The two mechanisms differ in which phases they cover:
| Aspect | Class.forName(String) |
ClassLoader.loadClass(String) |
|---|---|---|
| Default behavior | Loads class and triggers initialization | Loads class without initialization |
| Initialization control | Overloaded version Class.forName(name, initialize, loader) allows disabling init |
No control – never triggers init |
| Exception | ClassNotFoundException (checked) |
ClassNotFoundException (checked) |
| Class name format | Fully qualified name (e.g. java.sql.Driver) |
Fully qualified name (same) |
| Implementation | Internally calls ClassLoader, then adds initialization step |
Core loading mechanism; forName depends on it |
Code Demo: Observing the Difference
1. Test class with static block
public class SampleClass {
static {
System.out.println("SampleClass static block executed (initialization)");
}
public static String value = "static field initialized";
}
2. Class.forName() triggers initialization by default
public class DemoForName {
public static void main(String[] args) throws ClassNotFoundException {
Class<?> clazz = Class.forName("com.example.SampleClass");
System.out.println("Class.forName completed");
}
}
Output:
SampleClass static block executed (initialization)
Class.forName completed
3. ClassLoader.loadClass() skips initialization
public class DemoLoader {
public static void main(String[] args) throws ClassNotFoundException {
ClassLoader loader = ClassLoader.getSystemClassLoader();
Class<?> clazz = loader.loadClass("com.example.SampleClass");
System.out.println("ClassLoader.loadClass completed");
// Access static field triggers initialization
System.out.println(SampleClass.value);
}
}
Output:
ClassLoader.loadClass completed
SampleClass static block executed (initialization)
static field initialized
4. Class.forName() with initialization disabled
public class DemoForNameNoInit {
public static void main(String[] args) throws ClassNotFoundException {
Class<?> clazz = Class.forName("com.example.SampleClass", false, ClassLoader.getSystemClassLoader());
System.out.println("Class.forName (init disabled) completed");
}
}
Output:
Class.forName (init disabled) completed
Practical Use Cases
When to use Class.forName()
Loading JDBC drivers is the classic example:
Class.forName("com.mysql.cj.jdbc.Driver");
The driver's static block registers the driver with DriverManager.
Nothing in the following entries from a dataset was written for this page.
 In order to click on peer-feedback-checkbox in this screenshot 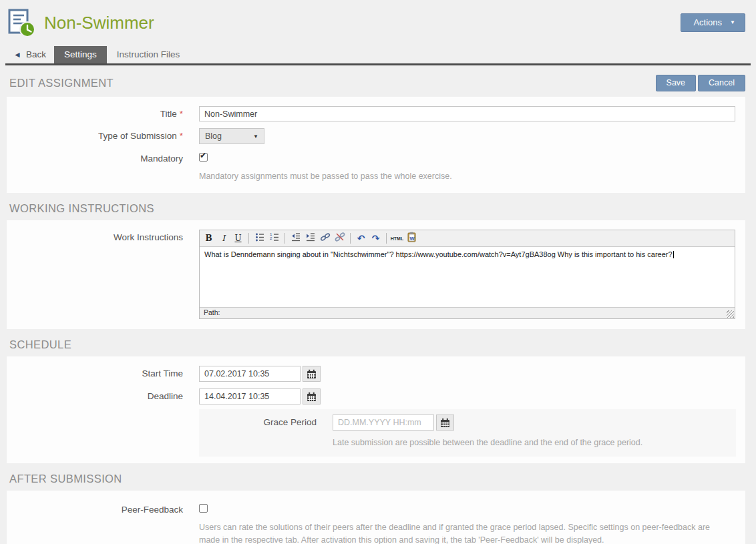, I will do `click(203, 509)`.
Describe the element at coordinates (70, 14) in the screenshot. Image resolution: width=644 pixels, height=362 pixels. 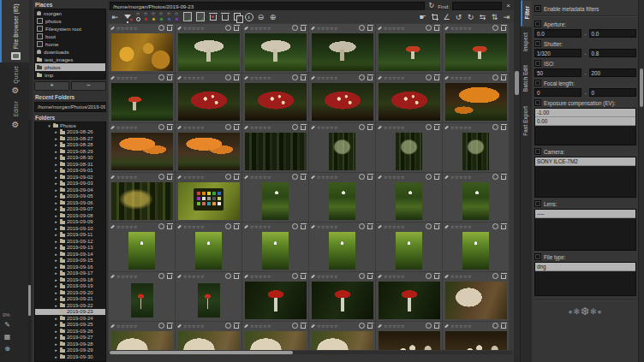
I see `places-item: morgan` at that location.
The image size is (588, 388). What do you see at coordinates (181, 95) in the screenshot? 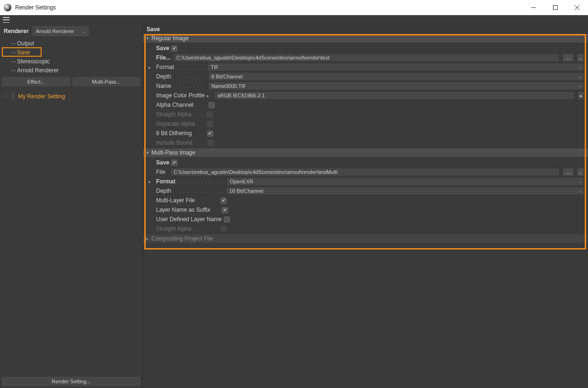
I see `icp-label: Image Color Profile` at bounding box center [181, 95].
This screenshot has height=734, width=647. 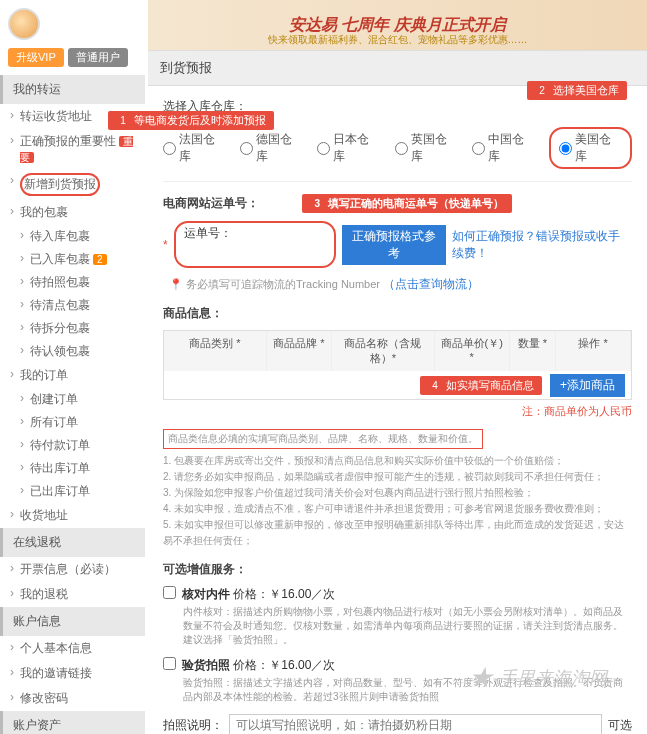 I want to click on price-note: 注：商品单价为人民币, so click(x=398, y=412).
Initialization must happan, so forName() is appropriate.
When to use ClassLoader
- Lazy initialization – frameworks like Spring or Tomcat load class metadata without triggering static blocks until the class is actually used (e.g., calling a static method or creating an instance).
- Custom class loaders – in scnearios like hot deployment or modular loading, you only want the loading phase, leaving initialization up to the application logic.
Key Takeaways
Class.forName()loads and initializes (configurable);ClassLoader.loadClass()loads only, never initializes.Class.forName()wrapsClassLoaderinternally, adding an initialization step.- Choose
forName()when static code must run eagerly (e.g., driver registration); chooseClassLoaderwhen only the class definition is needed and initialization should be deferred.